Red Dust

excerpt from memoir in progress

People tell me I was brave to go in the Peace Corps at the age of sixty, but bravery had nothing to do with it. Is it brave to run away from failure? A failed marriage. A failed career path? A failed family of origin? Is it brave to find a way to escape the financial demands for a couple of years? Is it brave to want to do something of substance and still be taken care of?

I would not have to worry about health care, car insurance, a mortgage, heating bills. I would not have to figure out how to manage a life that appeared to be going nowhere. Sometimes I think my fellow volunteers and I were a ship of fools. Who would leave the place everyone else in the world seemed to want to be. “Can you get me a job in America?” was the first thing many villagers asked me. They didn’t know what to make of me. I was eleven years older than the Head of School, who had just retired. My counterpart, the head of the guidance and counseling department, was my son’s age. They could not walk as far as me, could not believe I was divorced. After a thirty-seven-year marriage. Their responses varied from “is that possible?” to “why bother?”

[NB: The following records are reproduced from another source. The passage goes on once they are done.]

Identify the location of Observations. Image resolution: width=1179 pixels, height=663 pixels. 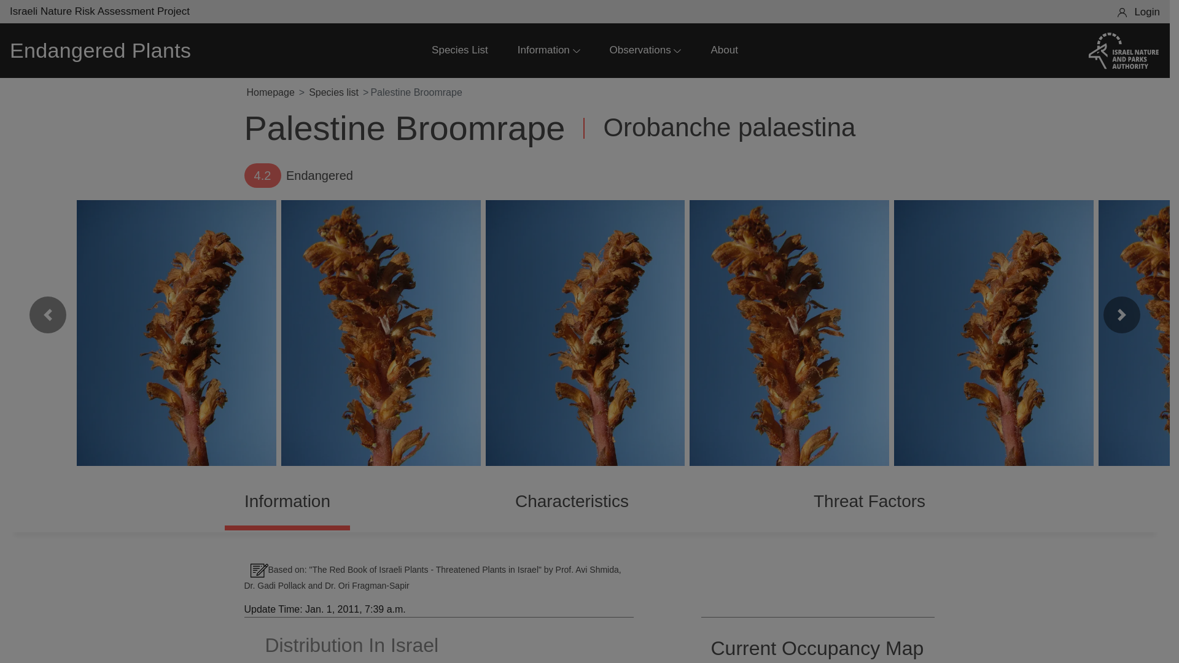
(645, 50).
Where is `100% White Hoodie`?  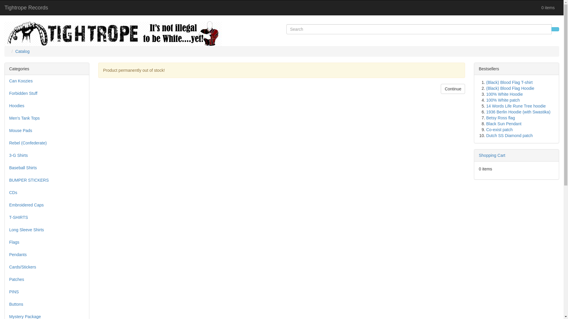 100% White Hoodie is located at coordinates (504, 94).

 And yes, there is another side to the story. I was not ‘old’ in Botswana. Or rather, I was old, and that is not a bad thing in Botswana. I was accorded respect. I had work to do, work I could not find here at this age. The bravest things I did were take cold showers, shit in a pit latrine, take a deep breath when the power went off and head for my mosquito net when the sun went down. And I didn’t have to do that everyday.  One of the hardest things for me, was to step outside my two-room concrete box and walk the dirt paths, past the animal dung, the broken glass, the plastic detritus, and try to find some beauty in my dusty village. There were the sunsets, only visible if I got outside the six-foot brick wall of the compound where I lived. There was Lydia’s garden at the end of the path, until the water gave out and everything died. I got used to it. You can get used to anything. I just couldn’t get used to myself and my inability to ‘integrate.’ In truth, the bravest thing I did in the Peace Corps was get up each morning and look in the mirror.